You do not have to be good.
You do not have to walk on your knees
for a hundred miles through the desert, repenting.
You only have to let the soft animal of your body
love what it loves. [...]
The world offers itself to your imagination,
calls to you like the wild geese, harsh and exciting-
over and over announcing your place
in the family of things.
From "Wild Geese";
Dream Work (1986)
Perhaps Mary Oliver's most well-known poem and the one that I read somewhere a few years ago and so it all began.
I bought New and Selected Poems Vol 1 in ...and Volume Two last year
But the more I read by Mary Oliver the more I have to have everything else she has written. And I need it yesterday. All I can think of is what is out there as yet unread by me, so when I came across a couple of more recent collections which didn't seem to feature in the two editions I already have I had ordered in a nano-second.
A Thousand Mornings and Blue Horses recently published for the first time in the UK (how has it taken so long) along with Upstream, a collection of essays.
An intensely private person who prefers to allow her work to speak for itself, there is not a lot to find out about Mary Oliver beyond the usual details of birth ( 10th September 1935) home ( Provincetown, Mass. and now Florida) love ( a partner of forty years Molly Malone Cook who died in 2005.)
Writing in the New York Times in 2009, Mary Duenwald suggests this...
'To follow in Ms. Oliver’s footsteps is not to power walk, but to stroll and stop often to take in sights and sounds and feelings. As she told an interviewer 15 years ago: “When things are going well, you know, the walk does not get rapid or get anywhere: I finally just stop, and write. That’s a successful walk!”
and somehow it is that intense feeling of 'taking in the sights' that shines through all the way to Devon as I open A Thousand Mornings and read the poem of the title...
I go down to the shore in the morning
and depending on the hour the waves
are rolling in or moving out,
and I say, oh, I am miserable,
what shall—
what should I do? And the sea says
in its lovely voice:
Excuse me, I have work to do.”
I pick up one or other of the Mary Oliver books each day and always but always she has something to say of relevance and meaning. If poetry's purpose is, amongst other very worthy things, to teach, to console and to warn, then Mary Oliver is winning the game in the consolation category. But she is not without her critics, indeed some of them may be among you, but for me Mary Oliver and my love for her writing transcends any concerns that others may have about her work. For me she says what I wish I could say but so often can't or for some reason don't.
I don't know exactly what a prayer is.
I do know how to pay attention, how to fall down
into the grass, how to kneel down in the grass,
how to be idle and blessed, how to stroll through the fields,
which is what I have been doing all day.
Tell me, what else should I have done?
Doesn't everything die at last, and too soon?
Tell me, what is it you plan to do
With your one wild and precious life?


Each record that follows is to be reproduced character for character, pictures excepted.

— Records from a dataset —
******************************

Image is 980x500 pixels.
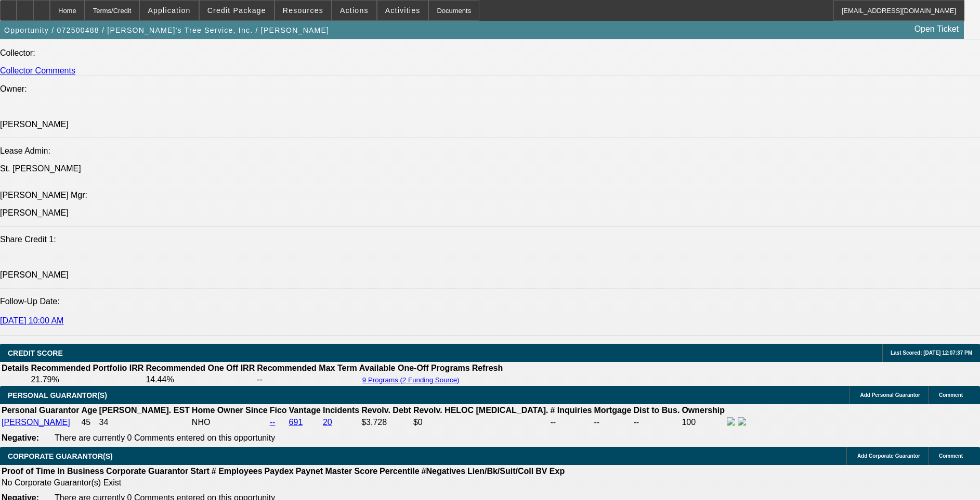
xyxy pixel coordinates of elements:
[536,466,564,475] b: BV Exp
[145,363,256,373] th: Recommended One Off IRR
[8,349,63,357] span: CREDIT SCORE
[359,363,471,373] th: Available One-Off Programs
[289,406,321,415] b: Vantage
[340,6,369,14] span: Actions
[296,466,377,475] b: Paynet Master Score
[1,433,39,442] b: Negative:
[550,406,592,415] b: # Inquiries
[1,417,70,426] a: [PERSON_NAME]
[681,417,726,427] td: 100
[910,21,963,38] a: Open Ticket
[682,406,725,415] b: Ownership
[55,433,275,442] span: There are currently 0 Comments entered on this opportunity
[148,6,191,14] span: Application
[191,466,209,475] b: Start
[379,466,419,475] b: Percentile
[145,374,256,384] td: 14.44%
[200,1,274,21] button: Credit Package
[385,6,421,14] span: Activities
[283,6,323,14] span: Resources
[594,417,632,427] td: --
[890,350,972,356] span: Last Scored: [DATE] 12:07:37 PM
[361,417,412,427] td: $3,728
[413,406,549,415] b: Revolv. HELOC [MEDICAL_DATA].
[30,363,144,373] th: Recommended Portfolio IRR
[323,417,332,426] a: 20
[8,451,113,460] span: CORPORATE GUARANTOR(S)
[422,466,466,475] b: #Negatives
[858,453,921,458] span: Add Corporate Guarantor
[192,406,268,415] b: Home Owner Since
[472,363,504,373] th: Refresh
[377,1,428,21] button: Activities
[727,417,735,425] img: facebook-icon.png
[81,406,97,415] b: Age
[413,417,549,427] td: $0
[81,417,97,427] td: 45
[323,406,359,415] b: Incidents
[191,417,269,427] td: NHO
[208,6,267,14] span: Credit Package
[4,26,329,34] span: Opportunity / 072500488 / [PERSON_NAME]'s Tree Service, Inc. / [PERSON_NAME]
[8,391,107,399] span: PERSONAL GUARANTOR(S)
[1,466,105,476] th: Proof of Time In Business
[860,392,921,397] span: Add Personal Guarantor
[30,374,144,384] td: 21.79%
[1,406,79,415] b: Personal Guarantor
[275,1,331,21] button: Resources
[738,417,746,425] img: linkedin-icon.png
[549,417,593,427] td: --
[359,376,463,384] button: 9 Programs (2 Funding Source)
[634,406,680,415] b: Dist to Bus.
[595,406,632,415] b: Mortgage
[106,466,188,475] b: Corporate Guarantor
[270,417,275,426] a: --
[270,406,287,415] b: Fico
[939,392,963,397] span: Comment
[1,477,569,488] td: No Corporate Guarantor(s) Exist
[634,417,681,427] td: --
[256,363,358,373] th: Recommended Max Term
[264,466,294,475] b: Paydex
[289,417,303,426] a: 691
[939,453,963,458] span: Comment
[212,466,262,475] b: # Employees
[140,1,198,21] button: Application
[99,417,191,427] td: 34
[467,466,534,475] b: Lien/Bk/Suit/Coll
[332,1,377,21] button: Actions
[362,406,411,415] b: Revolv. Debt
[99,406,190,415] b: [PERSON_NAME]. EST
[256,374,358,384] td: --
[1,363,29,373] th: Details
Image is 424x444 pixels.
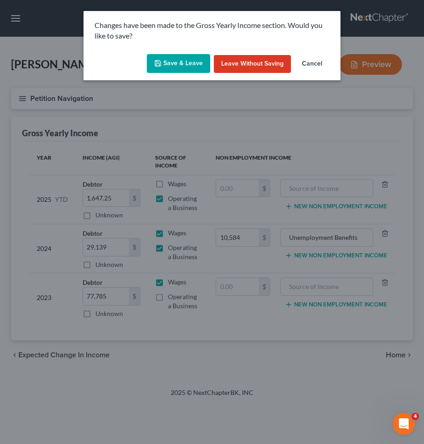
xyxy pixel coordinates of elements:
span: 4 [411,413,419,420]
p: Changes have been made to the Gross Yearly Income section. Would you like to save? [94,20,329,41]
button: Save & Leave [147,54,210,73]
button: Leave without Saving [214,55,291,73]
iframe: Intercom live chat [393,413,415,435]
button: Cancel [294,55,329,73]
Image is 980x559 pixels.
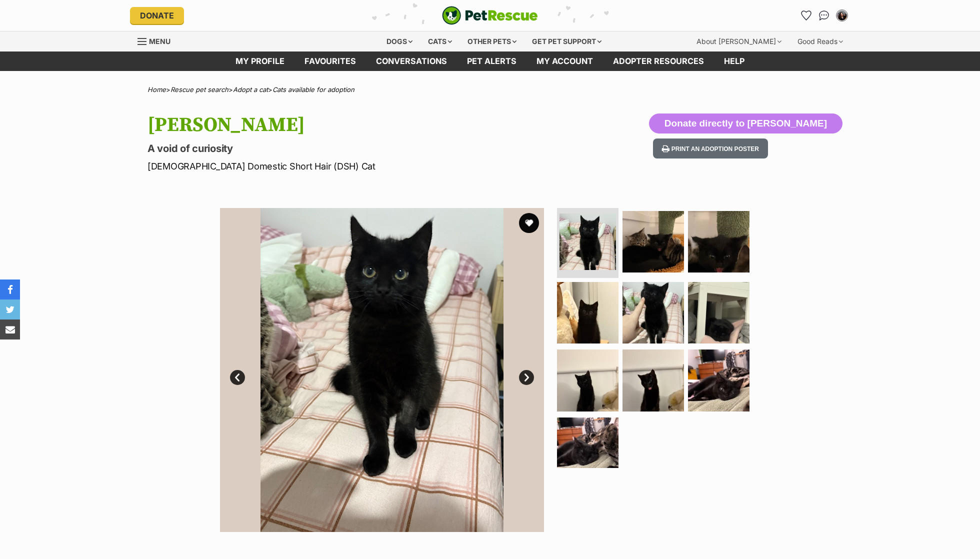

******************************

— Finished exercise —
Image is 980x500 pixels.
xyxy pixel coordinates of elements:
[536,466,564,475] b: BV Exp
[145,363,256,373] th: Recommended One Off IRR
[8,349,63,357] span: CREDIT SCORE
[359,363,471,373] th: Available One-Off Programs
[289,406,321,415] b: Vantage
[340,6,369,14] span: Actions
[296,466,377,475] b: Paynet Master Score
[1,433,39,442] b: Negative:
[550,406,592,415] b: # Inquiries
[1,417,70,426] a: [PERSON_NAME]
[681,417,726,427] td: 100
[910,21,963,38] a: Open Ticket
[682,406,725,415] b: Ownership
[55,433,275,442] span: There are currently 0 Comments entered on this opportunity
[148,6,191,14] span: Application
[191,466,209,475] b: Start
[379,466,419,475] b: Percentile
[145,374,256,384] td: 14.44%
[200,1,274,21] button: Credit Package
[385,6,421,14] span: Activities
[283,6,323,14] span: Resources
[594,417,632,427] td: --
[890,350,972,356] span: Last Scored: [DATE] 12:07:37 PM
[361,417,412,427] td: $3,728
[413,406,549,415] b: Revolv. HELOC [MEDICAL_DATA].
[30,363,144,373] th: Recommended Portfolio IRR
[323,417,332,426] a: 20
[8,451,113,460] span: CORPORATE GUARANTOR(S)
[422,466,466,475] b: #Negatives
[858,453,921,458] span: Add Corporate Guarantor
[192,406,268,415] b: Home Owner Since
[472,363,504,373] th: Refresh
[377,1,428,21] button: Activities
[727,417,735,425] img: facebook-icon.png
[81,406,97,415] b: Age
[413,417,549,427] td: $0
[81,417,97,427] td: 45
[323,406,359,415] b: Incidents
[191,417,269,427] td: NHO
[208,6,267,14] span: Credit Package
[4,26,329,34] span: Opportunity / 072500488 / [PERSON_NAME]'s Tree Service, Inc. / [PERSON_NAME]
[8,391,107,399] span: PERSONAL GUARANTOR(S)
[1,466,105,476] th: Proof of Time In Business
[860,392,921,397] span: Add Personal Guarantor
[30,374,144,384] td: 21.79%
[1,406,79,415] b: Personal Guarantor
[275,1,331,21] button: Resources
[738,417,746,425] img: linkedin-icon.png
[549,417,593,427] td: --
[359,376,463,384] button: 9 Programs (2 Funding Source)
[634,406,680,415] b: Dist to Bus.
[595,406,632,415] b: Mortgage
[106,466,188,475] b: Corporate Guarantor
[270,417,275,426] a: --
[270,406,287,415] b: Fico
[939,392,963,397] span: Comment
[1,477,569,488] td: No Corporate Guarantor(s) Exist
[634,417,681,427] td: --
[256,363,358,373] th: Recommended Max Term
[264,466,294,475] b: Paydex
[289,417,303,426] a: 691
[939,453,963,458] span: Comment
[212,466,262,475] b: # Employees
[140,1,198,21] button: Application
[99,417,191,427] td: 34
[467,466,534,475] b: Lien/Bk/Suit/Coll
[332,1,377,21] button: Actions
[362,406,411,415] b: Revolv. Debt
[99,406,190,415] b: [PERSON_NAME]. EST
[256,374,358,384] td: --
[1,363,29,373] th: Details
Image is 424x444 pixels.
xyxy pixel coordinates of elements:
span: 4 [411,413,419,420]
p: Changes have been made to the Gross Yearly Income section. Would you like to save? [94,20,329,41]
button: Save & Leave [147,54,210,73]
button: Leave without Saving [214,55,291,73]
iframe: Intercom live chat [393,413,415,435]
button: Cancel [294,55,329,73]
Image is 980x559 pixels.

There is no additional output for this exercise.